Electoral Democracy: Path to State Capture in Georgia

Publication: Eurasia Daily Monitor Volume: 10 Issue: 48

Georgian Prime Minister Bidzina Ivanishvili (Source: Reuters)

In October 2012, Georgia held the freest parliamentary elections in the country’s two decades of experience with competitive multi-party politics. Also for the first time, the opposition defeated the government, in a contest on a “level playing field.” This, however, was not simply a competition of political programs, as could have been the case in a fully institutionalized democracy. In Georgia, these elections involved a parallel contest between the government’s administrative resources and the Russian-made billionaire Bidzina Ivanishvili’s private resources, equal to one half of Georgia’s annual GDP. Ivanishvili applied his resources successfully toward regime change and, in effect, a personal capture of the state (see EDM, March 8).

That turned out to be a two-phased process, in which Ivanishvili advanced toward state capture via coalition purchase. Around his own Georgian Dream party he built a namesake coalition of five small parties, financing their campaigns and lifting them into parliament on his coattails. But he also removed many uncontrollable opposition factions from the political landscape by withholding his support from them, thereby re-channeling their voters toward the Georgian Dream coalition of parties he funded. Georgian Dream is a proprietary party, and the small coalition parties are in much the same situation insofar as they depend on Ivanishvili’s financing and decisions. Thus, Ivanishvili established complete control over the opposition before going on to take control of state power. All this could be seen clearly as Ivanishvili’s power bid unfolded (see EDM, March 13, 2012; July 24, 2012).

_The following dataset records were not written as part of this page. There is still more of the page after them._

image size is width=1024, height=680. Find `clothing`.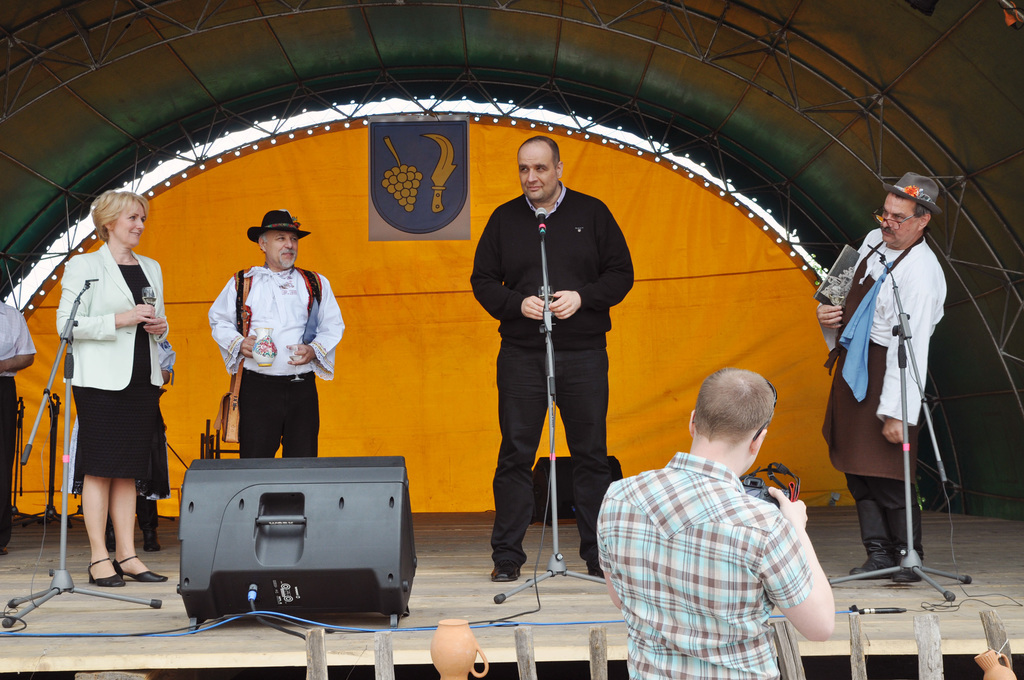
crop(595, 448, 815, 679).
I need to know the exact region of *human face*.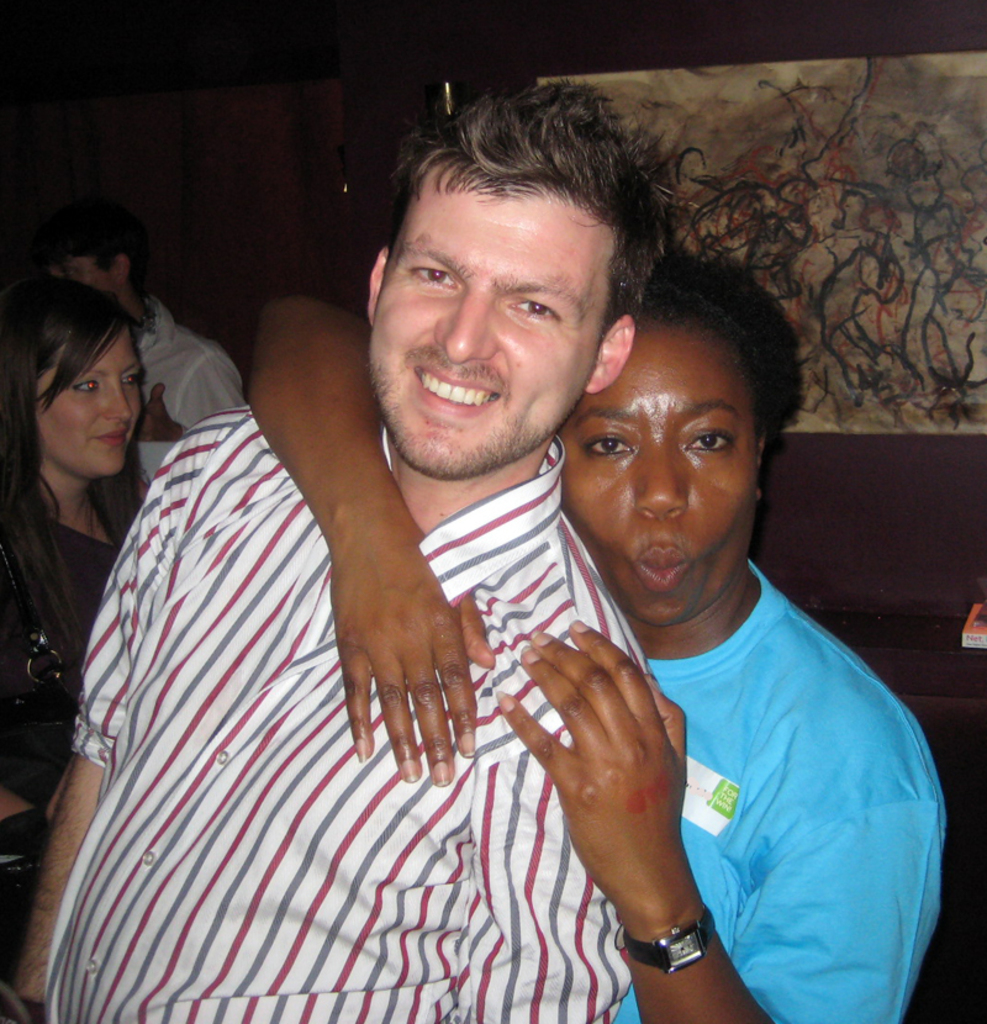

President Mikheil Saakashvili’s United National Movement (UNM) and Ivanishvili’s Georgian Dream represented contrasting values and appealed to contrasting sets of expectations among voters. Western observers, fixated on the rival leaders’ personalities and the technical electoral “process,” largely overlooked the essential difference between the two political forces. Ivanishvili’s Georgian Dream represented a backlash from large parts of traditional society (the “profound Georgia,” as well as past elite groups) against the Saakashvili government’s fast-paced liberalization and modernization of the country.

Georgian Dream’s victory, however, does not necessarily vindicate the anti-reform backlash. The outcome could easily, if narrowly, have turned in the UNM’s favor, had it not been for the prison torture tapes (Civil Georgia, September 22, 26, 2012), created and aired by the Georgian Dream campaign in a masterfully timed operation 12 days ahead of election day.

The governing UNM campaigned on its record of overcoming Georgia’s once-rampant crime and corruption; achieving robust economic growth (despite the effects of the Russian invasion and the continuing global crisis); rapidly developing modern infrastructure; attracting foreign investments to Georgia’s open, neo-liberal economy; and embracing cultural Westernization and globalization (warts and all). Georgia climbed spectacularly in the world ratings on ease-of-doing-business, civil service integrity, investment-friendliness and other enablers of economic take-off during the Saakashvili years.

Those policies had significantly reduced, but still far from overcome structural poverty and high unemployment in Georgia. The UNM sought its third legislative mandate as the party of economic modernization and social transformation, driving these processes from the top, in a society still largely bound by traditions. The fast pace and legal shortcuts of these processes were disparaged as “Bolshevism” by fatigued spectator-critics who had themselves matured in the Communist Party of the Soviet Union (CPSU).

Ivanishvili’s coalition appealed to masses of voters who had not yet benefited from economic growth, or actually lost livelihood and status in the transition from state-socialism and paternalist arrangements toward a modernizing society. Ivanishvili is known for generously funding philanthropic programs, including a welfare system in his small native district. Many voters among the uneducated poor hoped to see some of that system extended to the rest of the country. Ivanishvili’s electoral campaign inspired expectations that he might subsidize consumption or price cuts in goods and services from his own funds, if he took over power. He also talked vaguely about creating a $1 billion agriculture support fund. During the campaign, he seemed to hint at all those possibilities or allowed his message to be interpreted to that effect.

Only two political forces entered parliament from these intensely polarized elections. Georgian Dream won 85 seats versus the UNM’s 65 seats in the 150-seat parliament. Since the elections, however, the new authorities have induced or pressured at least ten UNM deputies to defect. Ivanishvili’s personal rating, however, has since risen to 80 percent among Georgian voters (see EDM, February 14). As prime minister, he has already decreed price cuts in some public services and salary increases across the board, at state expense.

To a large extent, these elections involved a choice between a liberal and a paternalist model of society. Georgian voters faced this choice for the first time in a free election. A mass of impoverished, uneducated voters helped skew the outcome in the multi-billionaire’s favor. This outcome may be seen as a case of “electoral democracy” of the illiberal variety, and by the same token a case of populism of the plutocratic variety. It has made Ivanishvili into a democratically elected, popularly acclaimed ruler, with naive expectations pinned on him as resource distributor and provider.